In this context, we have to ask ourselves: which side do we want Judaism to be on?  It’s simply not good enough to argue that while we believe in equality, this value ends at the entrance to the synagogue.  If we believe in equality, the first place to go about realising it is in Judaism.  Anything else is a kind of doublethink which makes a mockery of our values. 

We should make no bones about the fact that the Jewish tradition is a product of a patriarchal era and, as such, has often cast women as second class citizens.  True, the rabbis of the Talmudic period instituted ground-breaking reforms to protect women’s rights.  But nowadays, the gap between women’s status in halachah and the principles of equality and justice is increasingly clear.  Halachic Judaism is built around the value of obligation or commandedness.  The more closely one’s life is aligned with the demands of the mitzvot the better.  But women are defined in Jewish law as a group which has fewer obligations and thus fewer opportunities to do mitzvot.  Less obligation translates into lower status.  This also excludes women from leadership positions in the synagogue. 

More importantly, women have been excluded from halachic decision-making.  It’s no surprise that a tradition shaped almost exclusively by men should turn out to be patriarchal.  This point is lost on Rabbi Schochet, of course, as he regards halachah as a pre-packaged statement of God’s will, transmitted through human beings who take no active role in shaping its contents.  But for most modern Orthodox –and all non-Orthodox – Jews, this is an untenable description of the tradition which contains many voices, has a history and is influenced by social conditions in every period (for more on this see Rabbi Louis Jacobs’ excellent book A Tree of Life).

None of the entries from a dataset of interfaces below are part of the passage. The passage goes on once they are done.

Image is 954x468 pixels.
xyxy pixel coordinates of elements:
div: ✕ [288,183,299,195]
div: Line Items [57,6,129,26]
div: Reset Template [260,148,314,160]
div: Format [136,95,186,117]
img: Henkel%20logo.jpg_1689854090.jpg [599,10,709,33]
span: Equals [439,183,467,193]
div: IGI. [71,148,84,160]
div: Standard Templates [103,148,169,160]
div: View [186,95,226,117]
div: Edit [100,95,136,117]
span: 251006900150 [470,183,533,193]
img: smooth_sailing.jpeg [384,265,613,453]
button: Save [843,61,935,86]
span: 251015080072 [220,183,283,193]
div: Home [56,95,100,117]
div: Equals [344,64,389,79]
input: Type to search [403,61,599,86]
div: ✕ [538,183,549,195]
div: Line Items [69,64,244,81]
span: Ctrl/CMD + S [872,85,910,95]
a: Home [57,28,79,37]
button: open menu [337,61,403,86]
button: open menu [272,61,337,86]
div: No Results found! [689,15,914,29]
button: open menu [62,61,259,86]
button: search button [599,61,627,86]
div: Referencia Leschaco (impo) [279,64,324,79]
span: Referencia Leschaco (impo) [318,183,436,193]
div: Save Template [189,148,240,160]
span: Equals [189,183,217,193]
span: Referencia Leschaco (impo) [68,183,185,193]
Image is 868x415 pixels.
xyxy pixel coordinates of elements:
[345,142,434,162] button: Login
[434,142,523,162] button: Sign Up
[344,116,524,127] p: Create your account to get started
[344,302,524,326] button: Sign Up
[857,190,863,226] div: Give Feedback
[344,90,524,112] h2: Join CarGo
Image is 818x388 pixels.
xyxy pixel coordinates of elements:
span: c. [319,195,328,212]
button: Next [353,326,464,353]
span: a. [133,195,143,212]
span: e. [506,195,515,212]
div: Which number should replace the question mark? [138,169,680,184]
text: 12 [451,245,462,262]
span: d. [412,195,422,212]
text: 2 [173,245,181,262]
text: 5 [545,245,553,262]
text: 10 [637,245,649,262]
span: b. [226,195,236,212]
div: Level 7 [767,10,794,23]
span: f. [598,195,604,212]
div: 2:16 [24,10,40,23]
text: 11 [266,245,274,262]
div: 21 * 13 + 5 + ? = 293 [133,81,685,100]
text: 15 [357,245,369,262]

If halachah is created or at least shaped by human beings, it can’t be expected to deal adequately with gender issues as long as women are excluded from the learning and decision making process. The case for women rabbis and poskot halachah – halachic authorities – is more than clear.  Rabbi Schochet’s point that women should not pursue equality in the synagogue because Jewish law prohibits it is flipped – until halachah can be shaped by women, how can it presume any authority over them?  And why, specifically, should women accept the lower level of obligation and the consequent limiting of their religious lives which has been imposed on them by generations of male rabbis?

JOFA is clearly worthy of support, as were similar movements that pursued gender equality in the Reform and Conservative/Masorti movement a generation ago.   But the fact that Orthodox feminism comes in the wake of its non-Orthodox counterparts offers it both a resource and a challenge.  For decades, Masorti rabbis have been formulating halachic solutions to issues of counting women in the minyan, egalitarian services, calling women to the Torah, women rabbis and witnesses, agunot, and so on.  These are legitimate, well-researched, scholarly legal resources.  At last year’s Limmud Conference, Rabbi Daniel Sperber commented that many Masorti rabbis are indistinguishable from their modern Orthodox colleagues (he meant it as a compliment).  So why let the fact that these solutions are branded with a non-Orthodox label stop you from using them as a resource?  Modern Orthodoxy has far more in common with Masorti than it does with Haredi Judaism as represented by Rabbi Schochet (see Rabbi Sacks' comments on this) – especially on this issue.  Isn’t it time to overcome the denominational divide and learn to work together in pursuit of a common goal?


1 comment:

  1. Were the egalitarian issue to be addressed from within Orthodoxy, might not some then be arguing, "there was no longer a need for Masorti",?.